The average iTunes library is so big that we've already shown you how to transfer all content to an external drive. You have to tell the iTunes application where you have everything set, but once you've done that, everything is fine.
https://appleinsider.com/articles/18/03/05/how-to-free-up-your-macs-internal-storage-by-moving-yoving-itour-itunes-library-to-an-external- drive

It is conceivable that there is a tiny difference in speed between recovering data from iTunes on your Mac's internal SSD and an external hard drive, but as long as the music or video is playing, you will not notice it. .

And you have the big advantage that your most valuable storage space, the Mac's boot drive, is not occupied by hundreds of gigabytes of movies and TV channels.

If you have already taken the time to do so, you can consolidate as if your library were on the internal drive of your Mac.

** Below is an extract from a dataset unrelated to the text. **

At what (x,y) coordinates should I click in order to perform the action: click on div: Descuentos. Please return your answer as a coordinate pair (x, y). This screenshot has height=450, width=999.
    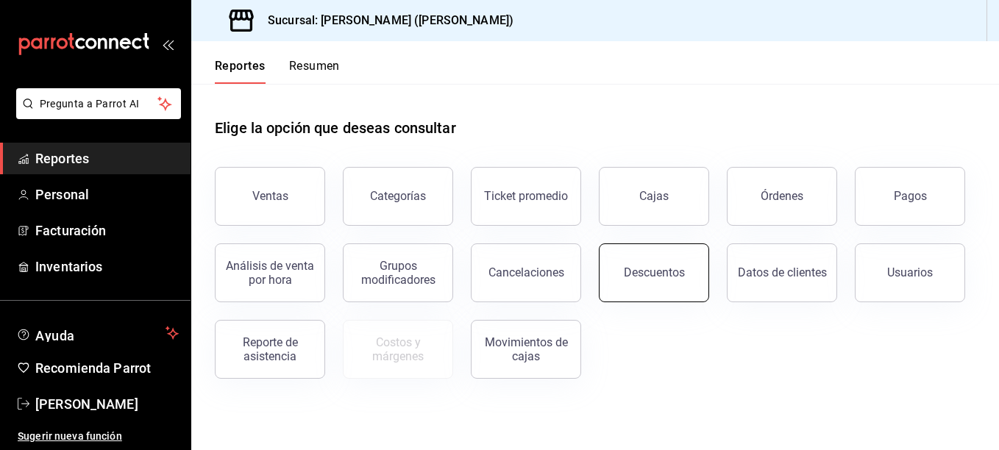
    Looking at the image, I should click on (654, 272).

And then you can back it up by dragging the whole iTunes folder to another external drive.

You may have already moved your iTunes library so long ago that you do not know exactly where it is on your network. In this case, open iTunes on your Mac and choose preferences. Then click Advanced and search the section Location of the iTunes media folder. Below this will be the location of your iTunes library.

Find this folder and save it elsewhere.

This is not fast

Catalina will not delete your music by design, and will not only turn to streaming. And this is not the most exciting preparation you can do for macOS Catalina, but it's one of the most important. This is also an example of how important our media is.

We bought movies once and we expected to be able to download them whenever we needed them, but this was not possible because some obscure film rights agreements were changed.